Question: Begin with the starter code included. The existing code is designed to avoid cycles. package linkedlist; public class SinglyLinkedList { protected Node head, tail; protected
Begin with the starter code included. The existing code is designed to avoid cycles.

package linkedlist;
public class SinglyLinkedList { protected Node head, tail; protected long size;
public SinglyLinkedList() { head = null; tail = null; size = 0; }
public void addFirst(T element) { Node node = new Node(element); addFirst(node); }
public void addFirst(Node node) { if (tail == null) tail = node; node.setNext(head); head = node; size++; }
public void add(T element) { Node node = new Node(element); if (tail == null) addFirst(node); else add(node); }
public void add(Node nodeToAdd) { nodeToAdd.setNext(null); if (tail == null) { tail = nodeToAdd; head = nodeToAdd; } else tail.setNext(nodeToAdd); tail = nodeToAdd; size++; }
public void removeFirst() { if (head == null) return; Node temp = head;
head = head.getNext(); temp.setNext(null); size--; }
public void removeLast() { Node nodeBefore;
if (size == 0) return; nodeBefore = head;
for (int count = 0; count
public void remove(T element) { if (size == 0) return; Node currNode = head; do { if (currNode.getElement().equals(element)) {
if (currNode == head) { removeFirst(); currNode = head; } else if (currNode == tail) { removeLast(); currNode = tail; } else { Node next = currNode.getNext(); remove(currNode); currNode = next; } } else currNode = currNode.getNext(); } while (currNode != null);
}
public void remove(Node nodeToRemove) { Node nodeBefore, currentNode; if (size == 0) return;
currentNode = head; if (currentNode == nodeToRemove) removeFirst(); currentNode = tail; if (currentNode == nodeToRemove) removeLast();
if (size - 2 > 0) { nodeBefore = head; currentNode = head.getNext(); for (int count = 0; count
nodeBefore = currentNode; currentNode = currentNode.getNext(); } } }
public T get(int index) { Node currNode = head; if (index >= size) return null; for (int counter = 0; counter
public Node getNode(int index) { Node currNode = head; if (index >= size) return null; for (int counter = 0; counter
public long size() { return size; }
public Node getTail() { return tail; }
public boolean contains(T element) { if (head == null) return false; Node currNode = head; while (currNode.getNext() != null) { if (currNode.getElement().equals(element)) return true; currNode = currNode.getNext(); } if (currNode.getElement().equals(element)) return true; return false; } }
- Study the code until you understand how it works, and particularly why you can't create a cycle using the existing add method.

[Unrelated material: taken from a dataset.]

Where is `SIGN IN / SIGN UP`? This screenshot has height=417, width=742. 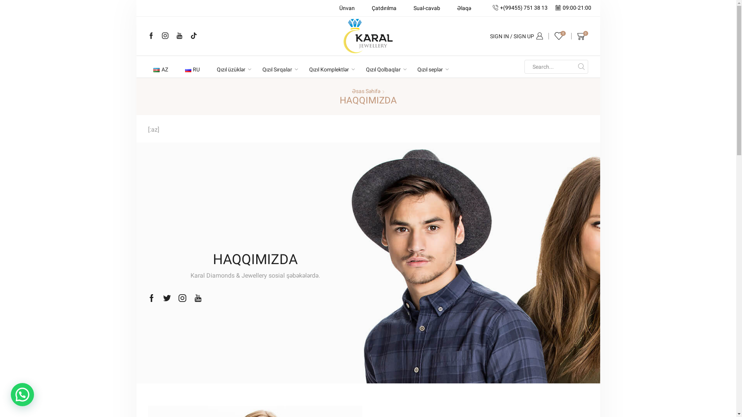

- Add a method public void addToCreateCycle(Node nodeToAdd) that allows the user to add a Node in a way that will create a cycle. If you send a node that is already in the list as a parameter to this method, your list will contain a cycle.

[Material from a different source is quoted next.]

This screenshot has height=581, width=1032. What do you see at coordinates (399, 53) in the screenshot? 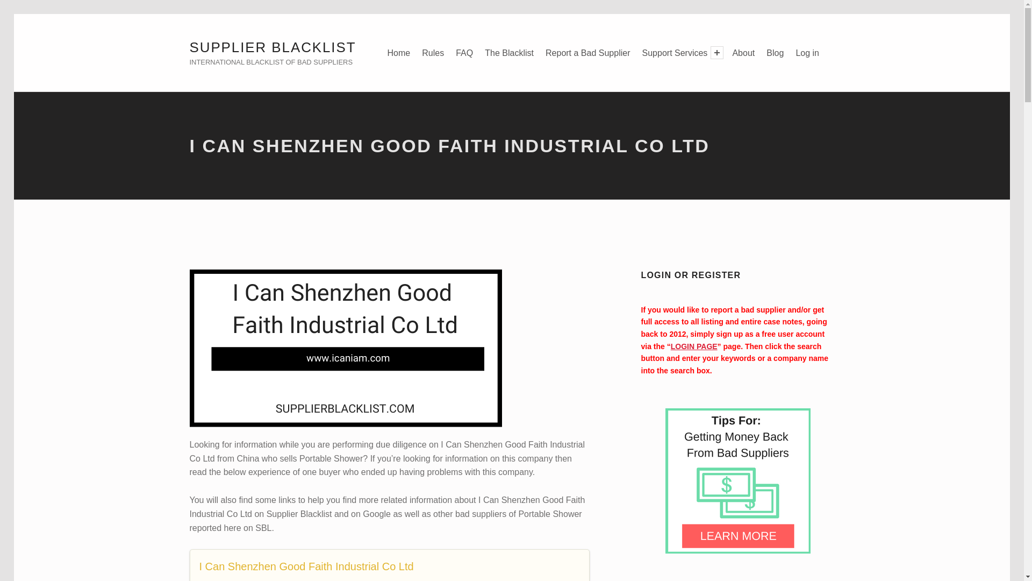
I see `Home` at bounding box center [399, 53].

- Write a boolean method called checkForCycle() in the list code that uses Floyd's algorithm to determine whether a cycle exits in the list. You do not need to determine where a cycle starts, only whether one is present.
- Write five JUnit tests, each with *one* assertion
- create a list with no nodes and assert that there is no cycle (ie., that your cycle detection method returns false)
- create a list with several nodes but no cycles and assert that there is no cycle
- create a list with only one node with its next reference set to itself and assert that there is a cycle
- create a list with a cycle whose length (number of nodes involved in the cycle) is odd and assert that there is a cycle
- create a list with a cycle whose length is even and assert that there is a cycle
Use exactly the method names specified above.
Turn in the unchanged Node.java file, the edited SinglyLinkedList.java file, your JUnit test case, and a screenshot showing the results of running your JUnit tests. Don't zip or otherwise compress the files, just upload the four files separately.